Why CSL-JSON tends to win for interchange
- It is JSON. Every modern programming language has first-class support for parsing it; you can pipe it through scripts without writing a custom tokenizer.
- Its variables are typed (string, number, name, date) and named consistently. There is no ambiguity about which tag means "journal".
- It is the format Zotero and many other tools use internally, so importing and exporting between them rarely loses information.
- The CSL ecosystem includes a large library of style files, so once you have CSL-JSON you can render in almost any citation style without converting your data.
Where it is less natural
- LaTeX users usually want a
.bibfile. Going from CSL-JSON to BibTeX is straightforward but is one extra step. - Older reference managers and some publisher submission portals do not accept CSL-JSON yet; they expect BibTeX or RIS.

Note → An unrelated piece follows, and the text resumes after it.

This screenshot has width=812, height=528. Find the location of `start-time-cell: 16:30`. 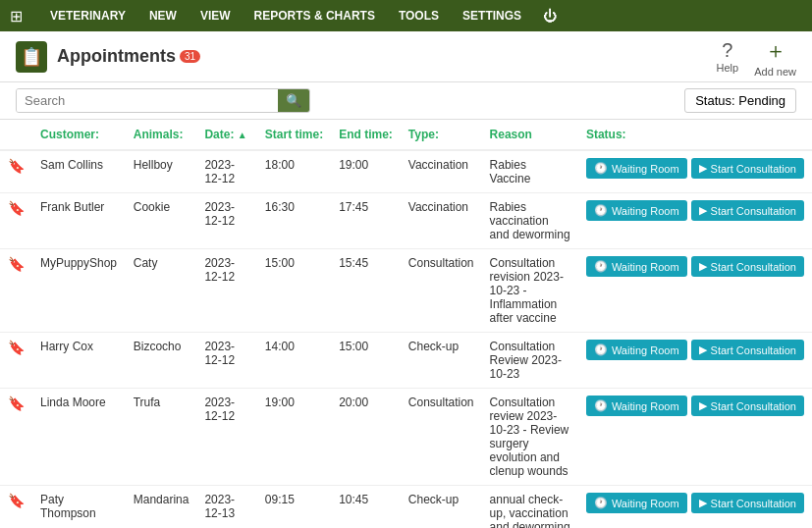

start-time-cell: 16:30 is located at coordinates (295, 222).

- The schema does not natively encode every field a particular publisher might need (production codes, internal identifiers); for those, a custom layer on top is required.
Validating output
The CSL project publishes a JSON Schema for CSL-JSON. Running the extractor's output through a validator is a cheap way to catch format-level mistakes before they reach a citation processor. Most failures come from putting a value in the wrong shape — a string where an array of name objects is expected, for instance — and the schema flags those clearly.